RICHARD BLACKFORD: Not in Our Time (Oratorio) – Paul Nilon, ten./ Stephan Gadd, bar./ Bournemouth Sym. Orch., Chorus, and Youth Chorus/ Gavin Carr – Nimbus Alliance

by | May 4, 2012 | Classical CD Reviews

RICHARD BLACKFORD: Not in Our Time (An Oratorio about War in God’s Name Marking the Anniversary of 9/11) – Paul Nilon, tenor/ Stephan Gadd, baritone/ Bournemouth Sym. Orch., Chorus, and Youth Chorus/ Gavin Carr – Nimbus Alliance 6161, 54:13 [Distr. by Allegro] ***1/2: 
It’s tough having to review a piece and not knowing from which angle to proceed. As much as Richard Blackford seems to have poured into this work, I can’t get beyond the idea that this is not so much an oratorio as a political statement set to music. In fact, the two other works touted in the booklet, Mirrors of Perfection and Voices of Exile seem to confirm this. However, wanting to be fair, I ventured onto his website before starting this. Nothing there. Then to an interview in a podcast. A little more enlightening, at least in terms of his interest in political awareness as expressed through music. Still, the topic chosen, that of making war in God’s name is a huge one and fraught with the possibility of misinterpretation. What is he really trying to say here, mixing statements from Pope Urban of the First Crusade with supposed “crusader” talk post-9/11 by George W. Bush, or Ayman Al Zawahiri and Mohammed Ben Zeky? The topic is a valid one; no one doubts for a minute that religion has been used to push war. But contextually, despite similarities in tone and content among texts from 1000 years ago and today, I remain unconvinced about the genuine pretexts these texts inspired in terms of belligerence.
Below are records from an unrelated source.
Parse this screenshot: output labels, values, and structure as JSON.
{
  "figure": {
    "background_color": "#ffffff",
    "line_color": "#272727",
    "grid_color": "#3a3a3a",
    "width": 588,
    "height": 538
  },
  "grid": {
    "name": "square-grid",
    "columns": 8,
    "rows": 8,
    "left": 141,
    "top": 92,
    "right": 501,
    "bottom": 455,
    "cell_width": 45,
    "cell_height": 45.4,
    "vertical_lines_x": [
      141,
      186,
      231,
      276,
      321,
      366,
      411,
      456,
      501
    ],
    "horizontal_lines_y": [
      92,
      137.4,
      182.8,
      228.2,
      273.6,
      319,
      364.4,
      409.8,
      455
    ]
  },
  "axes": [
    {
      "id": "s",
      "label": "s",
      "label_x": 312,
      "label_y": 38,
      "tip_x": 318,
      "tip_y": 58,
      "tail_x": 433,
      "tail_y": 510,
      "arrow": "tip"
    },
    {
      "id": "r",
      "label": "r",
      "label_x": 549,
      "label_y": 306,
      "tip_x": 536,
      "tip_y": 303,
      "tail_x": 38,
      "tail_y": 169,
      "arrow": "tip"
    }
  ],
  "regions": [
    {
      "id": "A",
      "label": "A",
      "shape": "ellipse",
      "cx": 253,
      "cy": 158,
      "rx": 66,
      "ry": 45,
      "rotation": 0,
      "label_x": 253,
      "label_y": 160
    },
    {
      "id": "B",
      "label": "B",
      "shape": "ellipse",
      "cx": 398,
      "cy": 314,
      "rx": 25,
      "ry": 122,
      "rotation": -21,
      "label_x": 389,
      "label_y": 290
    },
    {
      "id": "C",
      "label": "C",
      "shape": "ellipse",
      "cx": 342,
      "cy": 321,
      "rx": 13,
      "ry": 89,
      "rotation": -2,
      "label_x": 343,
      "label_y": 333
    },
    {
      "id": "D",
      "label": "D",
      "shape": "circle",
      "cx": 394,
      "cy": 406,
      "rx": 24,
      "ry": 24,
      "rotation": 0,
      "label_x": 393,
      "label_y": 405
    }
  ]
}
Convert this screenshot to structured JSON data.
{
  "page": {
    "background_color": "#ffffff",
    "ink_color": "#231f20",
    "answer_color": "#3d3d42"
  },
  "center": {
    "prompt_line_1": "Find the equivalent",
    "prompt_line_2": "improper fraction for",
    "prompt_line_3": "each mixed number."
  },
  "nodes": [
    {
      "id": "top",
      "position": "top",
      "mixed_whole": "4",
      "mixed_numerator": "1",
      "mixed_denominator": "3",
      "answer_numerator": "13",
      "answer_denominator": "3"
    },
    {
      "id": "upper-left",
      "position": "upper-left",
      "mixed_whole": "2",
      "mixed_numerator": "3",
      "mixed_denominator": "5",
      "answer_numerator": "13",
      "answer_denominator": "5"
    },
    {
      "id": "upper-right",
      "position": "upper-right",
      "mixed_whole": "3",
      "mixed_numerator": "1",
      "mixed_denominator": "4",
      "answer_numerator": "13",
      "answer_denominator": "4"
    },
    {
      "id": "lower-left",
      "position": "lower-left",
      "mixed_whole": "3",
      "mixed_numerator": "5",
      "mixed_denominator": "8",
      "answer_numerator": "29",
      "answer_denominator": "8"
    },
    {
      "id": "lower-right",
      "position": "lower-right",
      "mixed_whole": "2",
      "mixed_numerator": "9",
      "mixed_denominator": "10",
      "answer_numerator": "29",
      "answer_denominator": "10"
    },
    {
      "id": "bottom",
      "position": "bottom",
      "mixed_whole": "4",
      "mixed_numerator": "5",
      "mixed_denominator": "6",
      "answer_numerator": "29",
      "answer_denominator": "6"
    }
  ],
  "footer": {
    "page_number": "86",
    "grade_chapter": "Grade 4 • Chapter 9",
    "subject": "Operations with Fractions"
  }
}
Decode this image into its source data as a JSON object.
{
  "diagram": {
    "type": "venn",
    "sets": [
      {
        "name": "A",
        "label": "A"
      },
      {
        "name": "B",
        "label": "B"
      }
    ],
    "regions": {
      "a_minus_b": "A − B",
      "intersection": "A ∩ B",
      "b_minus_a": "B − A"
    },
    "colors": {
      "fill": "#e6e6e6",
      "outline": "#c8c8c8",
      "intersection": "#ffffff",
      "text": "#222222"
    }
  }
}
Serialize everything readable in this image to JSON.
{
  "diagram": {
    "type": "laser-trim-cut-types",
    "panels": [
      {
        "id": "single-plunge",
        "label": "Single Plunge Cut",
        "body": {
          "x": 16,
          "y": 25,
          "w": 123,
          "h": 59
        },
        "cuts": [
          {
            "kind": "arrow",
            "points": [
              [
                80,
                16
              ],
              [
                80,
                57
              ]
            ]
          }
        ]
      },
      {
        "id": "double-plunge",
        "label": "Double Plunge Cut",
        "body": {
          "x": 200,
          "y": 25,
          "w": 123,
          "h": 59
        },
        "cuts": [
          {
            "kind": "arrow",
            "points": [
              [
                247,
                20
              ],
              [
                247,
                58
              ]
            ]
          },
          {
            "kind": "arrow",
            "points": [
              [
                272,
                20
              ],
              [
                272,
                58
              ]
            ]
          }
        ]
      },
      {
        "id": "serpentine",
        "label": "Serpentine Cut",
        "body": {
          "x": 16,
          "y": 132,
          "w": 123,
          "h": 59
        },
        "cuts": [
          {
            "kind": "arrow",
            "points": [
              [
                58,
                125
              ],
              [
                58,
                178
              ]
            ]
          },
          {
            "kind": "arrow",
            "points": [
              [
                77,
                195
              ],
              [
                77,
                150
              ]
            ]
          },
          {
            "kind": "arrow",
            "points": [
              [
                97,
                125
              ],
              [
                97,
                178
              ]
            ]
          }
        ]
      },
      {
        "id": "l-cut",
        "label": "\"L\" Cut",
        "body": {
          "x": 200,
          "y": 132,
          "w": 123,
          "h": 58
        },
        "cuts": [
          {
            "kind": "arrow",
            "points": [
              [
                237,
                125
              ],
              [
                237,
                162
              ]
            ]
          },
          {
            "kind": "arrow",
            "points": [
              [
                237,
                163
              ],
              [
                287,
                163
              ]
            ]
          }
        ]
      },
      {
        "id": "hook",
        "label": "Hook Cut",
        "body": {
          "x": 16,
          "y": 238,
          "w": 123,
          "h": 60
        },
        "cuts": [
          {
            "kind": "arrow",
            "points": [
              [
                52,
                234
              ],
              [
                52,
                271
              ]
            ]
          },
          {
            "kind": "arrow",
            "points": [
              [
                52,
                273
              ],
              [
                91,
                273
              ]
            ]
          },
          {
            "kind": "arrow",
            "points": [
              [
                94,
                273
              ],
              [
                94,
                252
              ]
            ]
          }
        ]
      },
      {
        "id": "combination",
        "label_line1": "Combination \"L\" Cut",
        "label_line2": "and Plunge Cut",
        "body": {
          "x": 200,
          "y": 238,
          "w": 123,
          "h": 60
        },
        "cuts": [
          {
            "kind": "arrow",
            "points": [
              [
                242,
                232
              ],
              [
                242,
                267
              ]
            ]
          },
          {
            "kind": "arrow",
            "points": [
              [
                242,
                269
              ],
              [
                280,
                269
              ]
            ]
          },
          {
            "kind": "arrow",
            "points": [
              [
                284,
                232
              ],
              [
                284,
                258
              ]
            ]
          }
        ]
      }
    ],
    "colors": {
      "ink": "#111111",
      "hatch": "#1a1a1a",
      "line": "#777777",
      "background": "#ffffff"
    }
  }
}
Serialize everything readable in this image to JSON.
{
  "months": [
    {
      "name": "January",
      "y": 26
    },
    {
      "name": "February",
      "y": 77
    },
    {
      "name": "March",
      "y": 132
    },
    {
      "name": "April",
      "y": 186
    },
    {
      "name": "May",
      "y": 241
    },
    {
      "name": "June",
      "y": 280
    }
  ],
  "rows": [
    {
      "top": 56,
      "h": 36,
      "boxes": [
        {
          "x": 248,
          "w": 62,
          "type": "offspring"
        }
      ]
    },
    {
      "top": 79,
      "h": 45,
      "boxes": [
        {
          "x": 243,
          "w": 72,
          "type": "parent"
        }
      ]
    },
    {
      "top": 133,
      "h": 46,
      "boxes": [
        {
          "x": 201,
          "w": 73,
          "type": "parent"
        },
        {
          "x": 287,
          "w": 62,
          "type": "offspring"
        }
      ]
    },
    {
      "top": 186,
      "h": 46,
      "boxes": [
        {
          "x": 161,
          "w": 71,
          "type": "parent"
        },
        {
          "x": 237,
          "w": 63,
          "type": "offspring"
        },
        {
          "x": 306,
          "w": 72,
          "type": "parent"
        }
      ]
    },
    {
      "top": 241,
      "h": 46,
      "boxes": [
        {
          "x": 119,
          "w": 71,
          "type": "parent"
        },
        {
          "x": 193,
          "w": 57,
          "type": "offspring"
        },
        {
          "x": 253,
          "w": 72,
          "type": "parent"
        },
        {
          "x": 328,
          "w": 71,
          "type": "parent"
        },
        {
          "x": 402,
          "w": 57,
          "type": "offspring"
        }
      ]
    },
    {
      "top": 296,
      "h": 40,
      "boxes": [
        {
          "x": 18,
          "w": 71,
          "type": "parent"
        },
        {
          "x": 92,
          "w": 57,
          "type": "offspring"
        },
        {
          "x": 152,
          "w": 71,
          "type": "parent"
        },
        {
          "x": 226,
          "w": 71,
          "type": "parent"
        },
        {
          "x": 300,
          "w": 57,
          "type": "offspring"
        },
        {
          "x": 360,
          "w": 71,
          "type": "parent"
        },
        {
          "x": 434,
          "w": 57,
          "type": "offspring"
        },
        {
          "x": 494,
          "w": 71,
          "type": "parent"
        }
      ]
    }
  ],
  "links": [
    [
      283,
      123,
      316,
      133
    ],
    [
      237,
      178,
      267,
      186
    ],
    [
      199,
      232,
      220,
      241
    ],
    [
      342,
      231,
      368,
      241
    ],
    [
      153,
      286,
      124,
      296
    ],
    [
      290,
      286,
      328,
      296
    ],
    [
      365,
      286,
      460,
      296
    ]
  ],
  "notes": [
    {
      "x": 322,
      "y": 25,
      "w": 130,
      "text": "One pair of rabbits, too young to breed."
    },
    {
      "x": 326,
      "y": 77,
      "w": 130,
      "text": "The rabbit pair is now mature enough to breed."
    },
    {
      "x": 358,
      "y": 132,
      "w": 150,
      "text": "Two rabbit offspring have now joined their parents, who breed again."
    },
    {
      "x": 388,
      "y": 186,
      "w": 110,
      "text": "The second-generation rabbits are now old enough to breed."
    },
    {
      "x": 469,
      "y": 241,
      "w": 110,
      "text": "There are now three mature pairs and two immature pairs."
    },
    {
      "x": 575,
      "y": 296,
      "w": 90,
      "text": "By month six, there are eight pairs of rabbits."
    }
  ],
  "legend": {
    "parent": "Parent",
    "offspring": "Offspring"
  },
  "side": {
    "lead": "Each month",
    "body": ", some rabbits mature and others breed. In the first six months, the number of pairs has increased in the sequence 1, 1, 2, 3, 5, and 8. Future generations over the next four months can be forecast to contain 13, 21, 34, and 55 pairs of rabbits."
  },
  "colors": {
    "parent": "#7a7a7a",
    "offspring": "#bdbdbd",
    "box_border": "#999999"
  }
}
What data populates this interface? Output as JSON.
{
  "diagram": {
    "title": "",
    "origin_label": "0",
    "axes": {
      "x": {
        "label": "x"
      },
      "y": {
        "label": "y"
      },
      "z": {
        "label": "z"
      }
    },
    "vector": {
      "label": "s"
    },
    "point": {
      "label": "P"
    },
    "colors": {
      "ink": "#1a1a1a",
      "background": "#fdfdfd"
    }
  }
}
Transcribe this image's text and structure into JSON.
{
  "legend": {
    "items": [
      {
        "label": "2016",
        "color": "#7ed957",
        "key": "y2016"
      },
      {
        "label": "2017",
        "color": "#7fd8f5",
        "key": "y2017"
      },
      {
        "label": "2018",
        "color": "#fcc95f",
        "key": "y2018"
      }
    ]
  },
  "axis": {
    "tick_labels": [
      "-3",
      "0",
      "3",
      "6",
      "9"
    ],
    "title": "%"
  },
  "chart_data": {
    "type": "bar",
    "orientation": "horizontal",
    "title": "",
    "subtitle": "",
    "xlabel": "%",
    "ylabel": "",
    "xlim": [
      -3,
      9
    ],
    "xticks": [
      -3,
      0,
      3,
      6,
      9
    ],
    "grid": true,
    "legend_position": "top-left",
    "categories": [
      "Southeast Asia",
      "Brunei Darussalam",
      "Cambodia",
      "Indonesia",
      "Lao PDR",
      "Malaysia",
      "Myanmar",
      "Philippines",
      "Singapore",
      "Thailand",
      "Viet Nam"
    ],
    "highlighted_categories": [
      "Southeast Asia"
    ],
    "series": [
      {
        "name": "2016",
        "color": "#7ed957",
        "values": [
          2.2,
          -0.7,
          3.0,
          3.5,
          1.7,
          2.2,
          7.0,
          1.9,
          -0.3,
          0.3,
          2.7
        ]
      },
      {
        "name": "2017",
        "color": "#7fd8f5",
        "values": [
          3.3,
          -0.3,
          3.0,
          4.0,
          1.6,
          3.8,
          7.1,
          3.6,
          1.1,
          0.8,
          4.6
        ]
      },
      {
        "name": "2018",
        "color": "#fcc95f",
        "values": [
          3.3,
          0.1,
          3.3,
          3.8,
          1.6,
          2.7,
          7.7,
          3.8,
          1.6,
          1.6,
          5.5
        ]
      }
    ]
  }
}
What I do read in the notes is a small blurb by the composer that says the section from the Book of Habakkuk “How long O Lord? I cry for help – but you do not listen!” reflects the composer’s own “ambivalence towards the God who does not intervene in war…” Now maybe we are getting somewhere. Is this really a statement about the hijacking of religion to propagate war, or is it a personal diatribe about God because He allows it to begin with? There are profound theological concepts at work here that elude the rather juvenile and haphazard treatment of the texts used in this piece, and it is always dangerous comparing—let alone making judgments about—times so far removed from our own, and civilizations that had radically difference premises for existence and belief. And it is the ultimate haughtiness to make assumptions about our own modern moral high ground compared to theirs—it just isn’t there.
So it is difficult to recommend a piece that I find flawed in its origins. But when we eventually get around to the music—and this is a piece of music, right?—we have only the notes to guide us. Blackford had his roots in the music of the seventies, and that meant the Darmstadt school, which put a choke hold on at least two generations of composers. After coming to realize that he preferred not just absolute music—though he has written much of it—after a two year stint studying with dramatist extraordinaire Hans Werner Henze in Rome, he decided to go his own way and has chosen a musical language that is dramatic and highly lyrical. Taken on its own terms the music is successful in portraying the ideas and ideals found in the text. And we do know that even operas can succeed with lousy librettos. Somehow I doubt that is the case here—the makeup of any one audience will decide time and time again whether Blackford’s concept holds water or not; that is simply the nature of the topic he has chosen, and it will remain controversial.
The Nimbus sound could be better—I find it too close in and bordering on distortion in some places. But the orchestra and chorus are excellent, with the soloists taxed with some lovely lines.